Given constants \(\lambda\) and \(\mu\) to represent the scaling factor, we can describe the iteration step for updating \(\textbf{h}\) and \(\textbf{a}\) as follows:

\(\textbf{h'} = \lambda L \textbf{a} \)

\(\textbf{a'} = \mu L^T \textbf{h} \)

Since the hubbiness of a page is proportional to the authority of its successors, and the authority of a page is proportional to the hubbiness of its predecessors, we can actually compute for hubbiness independently, giving us a form that allows us to compute the two values independently.

\(\textbf{h'} = \lambda \mu L L^{T} \textbf{a} \)

\(\textbf{a'} = \lambda \mu L^T L \textbf{h} \)

However, since \(L L^{T}\) and \(L^{T} L\) are not sparse, it is actually better to compute \(\textbf{h}\) and \(\textbf{a}\) recursively. We outline method in the next subsection.

HITS Algorithm#

We can summarize the HITS algorithm as follows:

Initialize \(\textbf{h}\) and \(\textbf{a}\) to a vectors of 1’s (of size \(n\))

Iterate:

Compute \(\textbf{a} = \mu L^T \textbf{h} \)

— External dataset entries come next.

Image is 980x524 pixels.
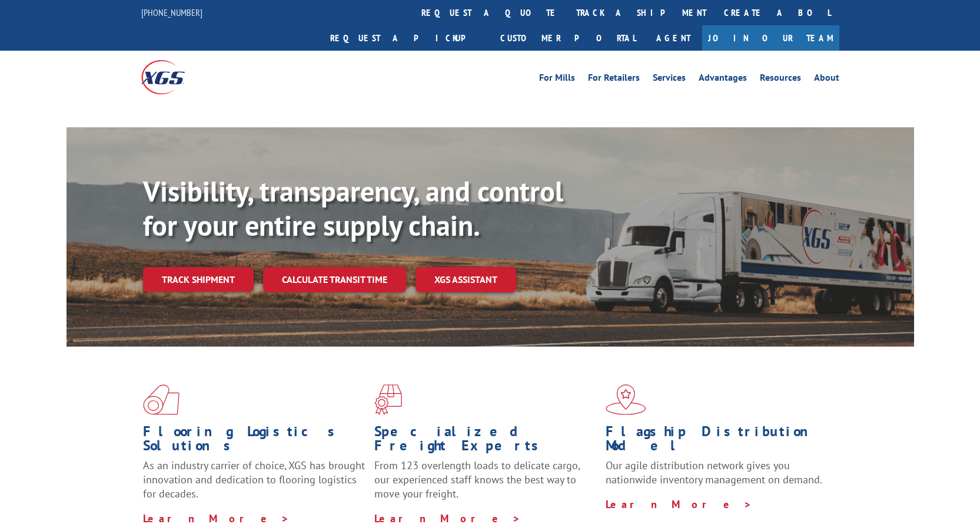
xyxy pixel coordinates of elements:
a: Advantages [699,73,747,86]
a: About [814,73,840,86]
a: For Mills [539,73,575,86]
a: Track shipment [143,267,254,291]
a: XGS ASSISTANT [416,267,516,292]
h1: Specialized Freight Experts [375,424,597,458]
h1: Flooring Logistics Solutions [143,424,366,458]
a: Resources [760,73,802,86]
a: Calculate transit time [263,267,406,292]
a: Customer Portal [491,25,645,51]
b: Visibility, transparency, and control for your entire supply chain. [143,173,563,243]
a: Agent [645,25,702,51]
span: Our agile distribution network gives you nationwide inventory management on demand. [606,458,823,486]
a: [PHONE_NUMBER] [142,7,203,18]
span: As an industry carrier of choice, XGS has brought innovation and dedication to flooring logistics... [143,458,365,500]
img: xgs-icon-total-supply-chain-intelligence-red [143,384,180,415]
img: xgs-icon-flagship-distribution-model-red [606,384,647,415]
p: From 123 overlength loads to delicate cargo, our experienced staff knows the best way to move you... [375,458,597,511]
a: Learn More > [606,497,752,511]
a: Services [653,73,686,86]
a: Request a pickup [321,25,491,51]
a: For Retailers [588,73,640,86]
img: xgs-icon-focused-on-flooring-red [375,384,402,415]
h1: Flagship Distribution Model [606,424,829,458]
a: Join Our Team [702,25,840,51]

Scale \(\textbf{a}\) so that the largest component is 1 (i.e., divide each element by the maximum value.)

Compute \(\textbf{h} = \mu L^T \textbf{a} \)

Scale \(\textbf{h}\) so that the largest component is 1

Until changes to \(\textbf{h}\) and \(\textbf{a}\) are sufficiently small.

We implement the hits algorithm below.

def hits(L, tol=10**-6, max_iter=100): """Compute the PageRank of a given Transition Matrix Parameters ---------- L : numpy array Link Matrix: Array of shape (n, n), where n is the number of nodes in the network tol : float Tolerance: Iteration stops if the distance between previous and updated PageRank vectors goes below this value max_iter : integer Maximum number of iterations Returns ------- h, a : tuple of numpy array Vectors of size n containing the hub and authority values """ h = np.ones(L.shape[0]) a = np.ones(L.shape[0]) delta = 1/tol # initialize to a large number i = 0 while delta > tol: i += 1 # save old values prev_h = h prev_a = a # update a a = L.T.dot(h) # scale a a = a/np.max(a) # update h h = L.dot(a) # scale h h = h/np.max(h) delta = np.mean([ np.sum(np.abs(h-prev_h)), np.sum(np.abs(a-prev_a)) ]) if i >= max_iter: break return h, a import numpy as np L = nx.adjacency_matrix(G4).toarray() h, a = hits(L) print(f'h: {h}') print(f'a: {a}') h: [1.00000000e+00 3.58257838e-01 1.02588408e-11 7.16515005e-01 0.00000000e+00] a: [2.08712567e-01 1.00000000e+00 1.00000000e+00 7.91288371e-01 2.86353830e-11]

EXERCISES

Identify pages that can be considered as examples of hubs and authorities

Calculate the \(h\) and \(a\) scores for Graph 1 in the previous section.